Legislative races in Pennsylvania could impact education spending

Philadelphia school district continues to be underfunded by the state to the tune of $5,600 per student

Shown is the Pennsylvania Capitol in Harrisburg. Pennsylvania’s entire state House and half of its Senate are up for election Tuesday. (Kevin McCorry/WHYY)
Chalkbeat Philadelphia is one of more than 20 news organizations producing Broke in Philly, a collaborative reporting project on solutions to poverty and economic mobility in the city. Read all our reporting here.  

Pennsylvania’s entire state House and half of its Senate are up for election Tuesday — and the results could have a big effect on education policy and school funding.  

Some political observers believe Democrats have the ability to take back control of the house or possibly even both chambers of the legislature. If so, changes could be coming to the formula used to distribute money to Pennsylvania school districts.

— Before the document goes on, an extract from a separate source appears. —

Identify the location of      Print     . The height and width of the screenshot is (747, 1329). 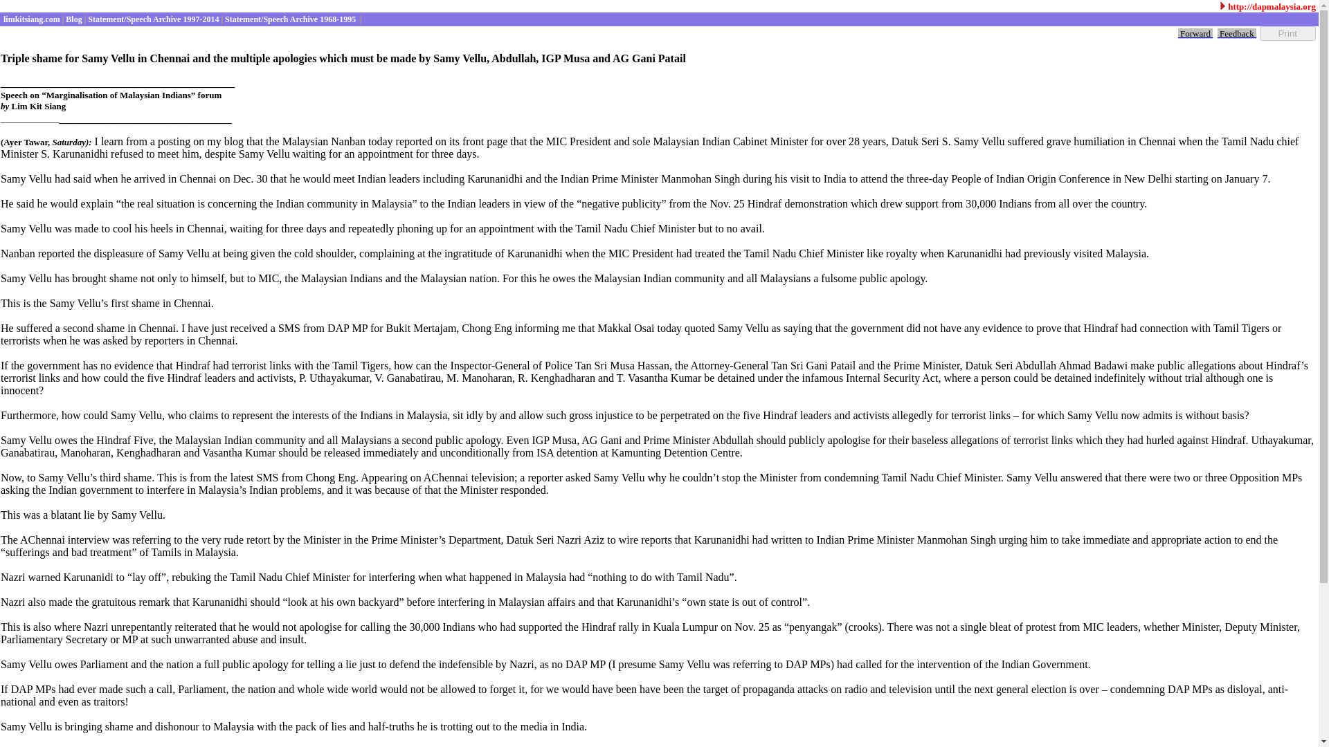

Pennsylvania has one of the widest spending gaps in the nation between its rich and poor districts. A recent report done as part of a landmark lawsuit challenging the system found that Pennsylvania districts need $4.6 billion in additional funds to adequately educate their students. Districts with majorities of Black and Latino students are particularly shortchanged, the analysis found. 

Philadelphia, where nearly three-fourths of students are Black and Latino, is underfunded by the state to the tune of $5,600 per student, according to the report by Penn State education professor Matthew Gardner Kelly done for plaintiffs in the six-year-old case.

The legislature in 2016 approved a funding formula that weights per-student aid depending on a district’s poverty level, district taxing capacity and other conditions. But lawmakers decided to apply it only to new funds, not the entire pot, while assuring that no district gets less money than the year before. This is called “hold harmless,” and benefits mostly rural districts that have lost enrollment. Under this system, urban and some suburban areas have seen student needs grow while their per-student state aid shrinks. 

“Right now, we have a formula that works only for the ‘hold harmless’ districts,” said Donna Cooper, executive director of the research advocacy group Public Citizens of Children and Youth who helped organize the Children Matter Access Fund to lobby the legislature on issues important to their welfare.

A dozen or more new Democratic legislators would create a strong bloc of 20 to 25 members of the House caucus who would push its own leadership to fight for a change in the formula and an increase the total amount allocated to education, Cooper said. 

Most of the opportunities for Democratic House pickups are in the suburbs of Philadelphia and Pittsburgh, where President Trump’s support, particularly among women, has been waning, and Republican legislators are keeping their distance.

“The Democratic candidates who are running in these Republican seats, their top issue is to get the schools funded,” Cooper said. 

Democrats are outspending Republicans in competitive districts in the Philadelphia suburbs by a 2-to-1 margin. They need to flip nine seats in the House and four in the Senate to win a majority.

Cooper, who was policy director for former Democratic governor Ed Rendell, said that the Republicans could pick up a few house seats mid-state, but 14 suburban seats are ripe for flipping from Republican to Democratic — enough to reverse the GOP’s current 109-93 majority.